Scientists are still working to unravel the mystery of which organs and parts of the body the new coronavirus can be present in and which routes of transmission are in addition to droplet and contact transmission.
During the novel coronavirus pandemic, the male testes are either considered a potential target for attack by the novel coronavirus. A Chinese research team recently discovered that a novel coronavirus can be present in the semen of men.
Previously, scientists have detected the virus in saliva, urine, and feces.
The paper, authored by Dr. Zhao Weiguo of the Eighth Medical Center of the People's Liberation Army General Hospital and Dr. Zhang Shixi of the Shangqiu Municipal Hospital in Henan Province, was published on May 7 in JAMA Network Open, an open medical journal.
But because the researchers were unable to confirm whether the virus they found was a live virus or a residual fragment of a virus, no clear answer was given as to whether the new coronavirus could be sexually transmitted.
In Shangqiu City Hospital in Henan Province, doctors tested the semen of 38 male patients and found that all tested positive for the new coronavirus.
Subjects ranged in age from 15 to 59 years. The researchers detected genetic material for the novel coronavirus in the semen of six patients, 16 percent of whom were in the "acute phase of infection" in four of their semen samples.
Two of the aforementioned semen-positive patients are in the recovery phase.
The researchers believe that this warrants particular vigilance, with one man still detecting the novel coronavirus in his semen since the 16th day after he first showed symptoms.
Previous findings from the Zhejiang University School of Medicine suggest that patients with novel coronavirus pneumonia may have an extra-long detoxification period, with a median respiratory detoxification period of 18 days and a longer fecal detoxification cycle, which is longer in men than in women.
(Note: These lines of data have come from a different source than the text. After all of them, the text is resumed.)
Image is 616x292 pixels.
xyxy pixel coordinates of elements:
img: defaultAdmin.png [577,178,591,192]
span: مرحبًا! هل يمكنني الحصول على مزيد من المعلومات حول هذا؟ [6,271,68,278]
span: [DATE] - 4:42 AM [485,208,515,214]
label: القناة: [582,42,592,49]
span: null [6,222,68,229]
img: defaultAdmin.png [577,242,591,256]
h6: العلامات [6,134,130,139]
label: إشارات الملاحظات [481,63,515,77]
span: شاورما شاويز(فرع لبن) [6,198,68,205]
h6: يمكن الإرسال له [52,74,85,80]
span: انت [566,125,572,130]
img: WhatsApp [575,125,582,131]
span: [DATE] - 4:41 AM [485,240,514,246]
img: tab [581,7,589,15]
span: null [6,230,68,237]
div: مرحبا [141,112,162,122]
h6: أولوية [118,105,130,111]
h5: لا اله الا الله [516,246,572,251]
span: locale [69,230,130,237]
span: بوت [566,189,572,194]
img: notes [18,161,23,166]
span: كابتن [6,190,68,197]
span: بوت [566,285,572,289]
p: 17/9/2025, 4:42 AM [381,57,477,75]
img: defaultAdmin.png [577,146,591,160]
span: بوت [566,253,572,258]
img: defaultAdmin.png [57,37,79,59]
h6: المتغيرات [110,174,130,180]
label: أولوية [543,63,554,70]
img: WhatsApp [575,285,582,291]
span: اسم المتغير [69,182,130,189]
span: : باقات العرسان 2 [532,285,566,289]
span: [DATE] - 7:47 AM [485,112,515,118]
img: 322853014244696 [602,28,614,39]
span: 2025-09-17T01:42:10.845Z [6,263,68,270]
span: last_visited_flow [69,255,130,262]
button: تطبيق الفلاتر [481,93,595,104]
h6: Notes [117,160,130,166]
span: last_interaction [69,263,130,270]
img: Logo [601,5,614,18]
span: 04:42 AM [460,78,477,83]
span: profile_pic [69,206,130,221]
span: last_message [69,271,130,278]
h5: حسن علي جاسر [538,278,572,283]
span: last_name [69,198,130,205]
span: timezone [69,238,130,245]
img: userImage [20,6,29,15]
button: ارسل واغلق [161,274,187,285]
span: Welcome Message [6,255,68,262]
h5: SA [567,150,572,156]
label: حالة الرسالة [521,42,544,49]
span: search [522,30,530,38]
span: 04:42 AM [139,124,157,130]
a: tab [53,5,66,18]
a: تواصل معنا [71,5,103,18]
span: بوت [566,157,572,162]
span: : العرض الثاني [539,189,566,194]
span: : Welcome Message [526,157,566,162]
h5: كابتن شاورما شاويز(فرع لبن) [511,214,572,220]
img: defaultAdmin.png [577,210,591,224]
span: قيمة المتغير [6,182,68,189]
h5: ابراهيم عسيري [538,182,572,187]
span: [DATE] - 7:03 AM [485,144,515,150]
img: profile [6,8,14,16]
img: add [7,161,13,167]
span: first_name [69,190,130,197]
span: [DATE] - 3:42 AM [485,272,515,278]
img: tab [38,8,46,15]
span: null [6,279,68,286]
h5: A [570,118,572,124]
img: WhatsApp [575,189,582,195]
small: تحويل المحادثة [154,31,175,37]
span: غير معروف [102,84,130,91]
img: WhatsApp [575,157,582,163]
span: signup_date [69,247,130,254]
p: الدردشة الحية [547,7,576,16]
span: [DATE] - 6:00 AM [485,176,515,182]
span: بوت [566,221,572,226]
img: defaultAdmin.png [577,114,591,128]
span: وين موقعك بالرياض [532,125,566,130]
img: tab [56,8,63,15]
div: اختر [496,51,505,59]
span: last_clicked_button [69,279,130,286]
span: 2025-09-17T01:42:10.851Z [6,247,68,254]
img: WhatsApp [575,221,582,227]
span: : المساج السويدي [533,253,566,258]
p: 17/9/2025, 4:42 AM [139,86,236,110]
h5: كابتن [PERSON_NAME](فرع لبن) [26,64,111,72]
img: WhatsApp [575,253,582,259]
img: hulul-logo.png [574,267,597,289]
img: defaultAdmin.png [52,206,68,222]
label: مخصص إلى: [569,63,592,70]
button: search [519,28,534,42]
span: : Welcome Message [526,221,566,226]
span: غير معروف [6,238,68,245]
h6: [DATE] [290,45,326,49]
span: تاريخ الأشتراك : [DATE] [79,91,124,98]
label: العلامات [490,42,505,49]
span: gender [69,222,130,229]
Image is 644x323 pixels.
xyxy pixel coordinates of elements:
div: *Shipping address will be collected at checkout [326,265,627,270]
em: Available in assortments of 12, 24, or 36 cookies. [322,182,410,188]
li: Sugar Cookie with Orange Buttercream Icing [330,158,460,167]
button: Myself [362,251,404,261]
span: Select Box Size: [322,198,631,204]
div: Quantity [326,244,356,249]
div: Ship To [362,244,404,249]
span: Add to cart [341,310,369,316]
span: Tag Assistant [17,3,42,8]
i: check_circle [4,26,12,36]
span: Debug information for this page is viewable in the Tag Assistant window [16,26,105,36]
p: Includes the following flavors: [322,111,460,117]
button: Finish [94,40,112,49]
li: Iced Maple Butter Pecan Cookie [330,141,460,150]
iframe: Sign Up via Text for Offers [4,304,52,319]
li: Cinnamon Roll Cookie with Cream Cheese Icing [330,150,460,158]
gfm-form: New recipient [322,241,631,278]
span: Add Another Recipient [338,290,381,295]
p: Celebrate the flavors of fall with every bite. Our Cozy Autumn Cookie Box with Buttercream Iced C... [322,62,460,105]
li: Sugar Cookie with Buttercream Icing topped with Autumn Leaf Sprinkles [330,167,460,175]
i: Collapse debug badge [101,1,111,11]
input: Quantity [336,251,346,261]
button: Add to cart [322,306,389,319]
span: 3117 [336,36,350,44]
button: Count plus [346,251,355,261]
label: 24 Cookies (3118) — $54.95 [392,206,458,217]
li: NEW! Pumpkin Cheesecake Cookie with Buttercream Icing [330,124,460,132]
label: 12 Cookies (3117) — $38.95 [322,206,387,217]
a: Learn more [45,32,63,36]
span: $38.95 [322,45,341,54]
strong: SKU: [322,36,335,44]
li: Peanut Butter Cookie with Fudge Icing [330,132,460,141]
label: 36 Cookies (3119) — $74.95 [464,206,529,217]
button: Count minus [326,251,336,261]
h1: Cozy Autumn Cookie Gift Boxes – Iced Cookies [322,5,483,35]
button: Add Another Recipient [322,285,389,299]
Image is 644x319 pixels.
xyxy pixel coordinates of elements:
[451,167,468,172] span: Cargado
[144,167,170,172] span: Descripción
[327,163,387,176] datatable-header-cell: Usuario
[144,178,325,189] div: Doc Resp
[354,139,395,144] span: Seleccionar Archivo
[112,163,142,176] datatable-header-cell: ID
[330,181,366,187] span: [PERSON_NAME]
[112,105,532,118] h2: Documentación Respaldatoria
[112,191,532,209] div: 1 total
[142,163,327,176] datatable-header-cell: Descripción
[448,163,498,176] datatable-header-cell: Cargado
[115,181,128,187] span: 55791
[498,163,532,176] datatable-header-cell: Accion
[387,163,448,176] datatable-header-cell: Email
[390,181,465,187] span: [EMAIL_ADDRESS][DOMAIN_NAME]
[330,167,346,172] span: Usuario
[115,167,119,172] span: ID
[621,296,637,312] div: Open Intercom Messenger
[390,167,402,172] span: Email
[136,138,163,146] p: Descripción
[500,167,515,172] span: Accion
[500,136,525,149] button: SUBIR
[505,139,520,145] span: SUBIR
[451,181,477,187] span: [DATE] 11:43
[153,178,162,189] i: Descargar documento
Nonetheless, scientists believe that the likelihood that the new coronavirus can be transmitted through sexual contact is small. Dr. Stanley Perlman, professor of microbiology and immunology at the University of Iowa, said, "This is an interesting finding, but a positive test for a new coronavirus in semen does not mean that the virus is infectious, there could be a residue of the virus."
Iranian scientists have also done studies on whether the new coronavirus is present in male semen. In a paper published last month, Dr. Amir Kashi, a professor at Shahid Beheshti Medical University in Tehran, said sexual transmission is uncharted territory for the transmission of novel coronaviruses and that scientists urgently need to do more research.
Last month, a study of male patients recovering from novel coronavirus pneumonia by a team of researchers from Nanjing showed that the novel coronavirus RNA test was all negative.
The results were published in the journal Reproductive Biology by a joint research team of Xiaoyu Yang of the First Affiliated Hospital of Nanjing Medical University and Bing Yao of the Jinling Hospital of Nanjing University School of Medicine.
The researchers tested for novel coronavirus RNA by taking semen samples from 12 recovering patients and testicular samples from one patient who died of novel coronavirus pneumonia in the critical phase and found that the testes and reproductive tract of male patients with novel coronavirus pneumonia in the recovering and critical phases were not infected with the novel coronavirus.
Academician Qiao Jie, vice president of Peking University Hospital No. 3, said: "Whether the new coronavirus will affect male fertility and spermatogenesis, we need to step up research on the effects of coronavirus on the reproductive system, gametes, and embryo development."